How did modern dogs evolve from wolf ancestors?

July 28, 2015

Although it has long been recognized that our faithful companion evolved from a wolflike ancestor, the detail of these events are hotly debated. Recently expanded studies of modern dog and modern wolf genomes have dispelled some previously held hypotheses, although the complete picture is still unresolved. These questions are considered in the July Scientific American, and are discussed in many recent professional journals and publications for the general public.

The classic model held that the dog evolved from the present day gray wolf, but this view is incorrect. DNA analysis has clearly demonstrated that both modern wolves and dogs evolved from a now extinct common ancestor, and this divergence likely occurred on a number of occasions, probably between 19,000 and 30,000 years ago.

Furthermore, identification of genes that program for domestication reveal that tame animals possess gene mutations that determine both domestic behavior and “dog-like” traits: spotted coats, reduced jaw size, curly tails and floppy ears. These features all trace back to fewer neural crest cells, affecting both physical traits and characteristics of the nervous system.

These observations are reinforced by domestication experiments of the fox, carried out over many years by researchers at Novosibirsk State University in the Russian Federation. By selecting for pups that are tame, generation after generation, the more docile animals take on more and more dog-like characteristics, suggesting a genetic linkage of these qualities with domesticity.

The big unsolved mystery is how a large, fierce carnivore was taken into the early human family, and became man’s best friend. The favored suggestion is that wolves tagged along after early human hunters, and a mutually beneficial relationship evolved by which the wolves helped the humans bring down large prey in exchange for a cut of the action. Over time natural selection would favor the cooperative and responsive wolves, especially those that could pick up cues during and after the hunt. And of course there would be strong selection for those less likely to cause a ruckus back at the den.

Given the amazing rapidity of the evolution of domesticity in the fox experiments, it is easy to see how this scenario could have occurred, perhaps over and over again, throughout the world, as humans, aided by their indispensable sidekick, moved forward on their conquest of the planet.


» PROBLEM DETAILS: Your output must match the records exactly, line for line.

» THE INPUT:
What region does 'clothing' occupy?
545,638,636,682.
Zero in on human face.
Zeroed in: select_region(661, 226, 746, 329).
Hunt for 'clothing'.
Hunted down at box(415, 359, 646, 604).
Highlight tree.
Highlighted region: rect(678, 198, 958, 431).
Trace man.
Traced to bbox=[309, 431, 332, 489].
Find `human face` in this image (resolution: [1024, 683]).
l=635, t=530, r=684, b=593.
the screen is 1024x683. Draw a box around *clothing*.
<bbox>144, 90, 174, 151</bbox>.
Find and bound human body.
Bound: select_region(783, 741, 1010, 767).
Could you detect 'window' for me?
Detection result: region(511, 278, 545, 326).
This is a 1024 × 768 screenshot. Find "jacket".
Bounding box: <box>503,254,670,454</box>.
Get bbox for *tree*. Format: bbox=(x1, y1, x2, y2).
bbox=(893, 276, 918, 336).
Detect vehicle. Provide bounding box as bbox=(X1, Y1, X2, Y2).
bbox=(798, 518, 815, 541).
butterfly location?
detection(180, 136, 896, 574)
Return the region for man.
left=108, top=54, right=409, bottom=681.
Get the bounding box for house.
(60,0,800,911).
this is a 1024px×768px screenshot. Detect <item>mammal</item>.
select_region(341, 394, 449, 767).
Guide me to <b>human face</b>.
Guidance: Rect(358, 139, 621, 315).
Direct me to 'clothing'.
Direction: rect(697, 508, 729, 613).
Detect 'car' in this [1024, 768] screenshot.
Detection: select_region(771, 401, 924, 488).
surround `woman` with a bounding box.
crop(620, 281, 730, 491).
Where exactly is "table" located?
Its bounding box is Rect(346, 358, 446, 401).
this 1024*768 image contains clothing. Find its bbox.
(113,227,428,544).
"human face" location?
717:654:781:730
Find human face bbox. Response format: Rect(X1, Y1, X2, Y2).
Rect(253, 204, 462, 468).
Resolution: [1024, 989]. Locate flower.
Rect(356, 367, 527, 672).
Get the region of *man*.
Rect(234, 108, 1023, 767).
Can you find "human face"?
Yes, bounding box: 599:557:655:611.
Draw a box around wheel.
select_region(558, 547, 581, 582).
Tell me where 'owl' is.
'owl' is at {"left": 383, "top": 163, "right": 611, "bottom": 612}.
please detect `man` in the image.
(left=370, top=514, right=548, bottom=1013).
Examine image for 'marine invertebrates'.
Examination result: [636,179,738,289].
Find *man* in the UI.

» RESULT:
What region does 'clothing' occupy?
545,638,636,682.
Zero in on human face.
Zeroed in: select_region(661, 226, 746, 329).
Hunt for 'clothing'.
Hunted down at box(415, 359, 646, 604).
Highlight tree.
Highlighted region: rect(678, 198, 958, 431).
Trace man.
Traced to bbox=[309, 431, 332, 489].
Find `human face` in this image (resolution: [1024, 683]).
l=635, t=530, r=684, b=593.
the screen is 1024x683. Draw a box around *clothing*.
<bbox>144, 90, 174, 151</bbox>.
Find and bound human body.
Bound: select_region(783, 741, 1010, 767).
Could you detect 'window' for me?
Detection result: region(511, 278, 545, 326).
This is a 1024 × 768 screenshot. Find "jacket".
Bounding box: <box>503,254,670,454</box>.
Get bbox for *tree*. Format: bbox=(x1, y1, x2, y2).
bbox=(893, 276, 918, 336).
Detect vehicle. Provide bounding box as bbox=(X1, Y1, X2, Y2).
bbox=(798, 518, 815, 541).
butterfly location?
detection(180, 136, 896, 574)
Return the region for man.
left=108, top=54, right=409, bottom=681.
Get the bounding box for house.
(60,0,800,911).
this is a 1024px×768px screenshot. Detect <item>mammal</item>.
select_region(341, 394, 449, 767).
Guide me to <b>human face</b>.
Guidance: Rect(358, 139, 621, 315).
Direct me to 'clothing'.
Direction: rect(697, 508, 729, 613).
Detect 'car' in this [1024, 768] screenshot.
Detection: select_region(771, 401, 924, 488).
surround `woman` with a bounding box.
crop(620, 281, 730, 491).
Where exactly is "table" located?
Its bounding box is Rect(346, 358, 446, 401).
this 1024*768 image contains clothing. Find its bbox.
(113,227,428,544).
"human face" location?
717:654:781:730
Find human face bbox. Response format: Rect(X1, Y1, X2, Y2).
Rect(253, 204, 462, 468).
Resolution: [1024, 989]. Locate flower.
Rect(356, 367, 527, 672).
Get the region of *man*.
Rect(234, 108, 1023, 767).
Can you find "human face"?
Yes, bounding box: 599:557:655:611.
Draw a box around wheel.
select_region(558, 547, 581, 582).
Tell me where 'owl' is.
'owl' is at {"left": 383, "top": 163, "right": 611, "bottom": 612}.
please detect `man` in the image.
(left=370, top=514, right=548, bottom=1013).
Examine image for 'marine invertebrates'.
Examination result: [636,179,738,289].
Find *man* in the UI.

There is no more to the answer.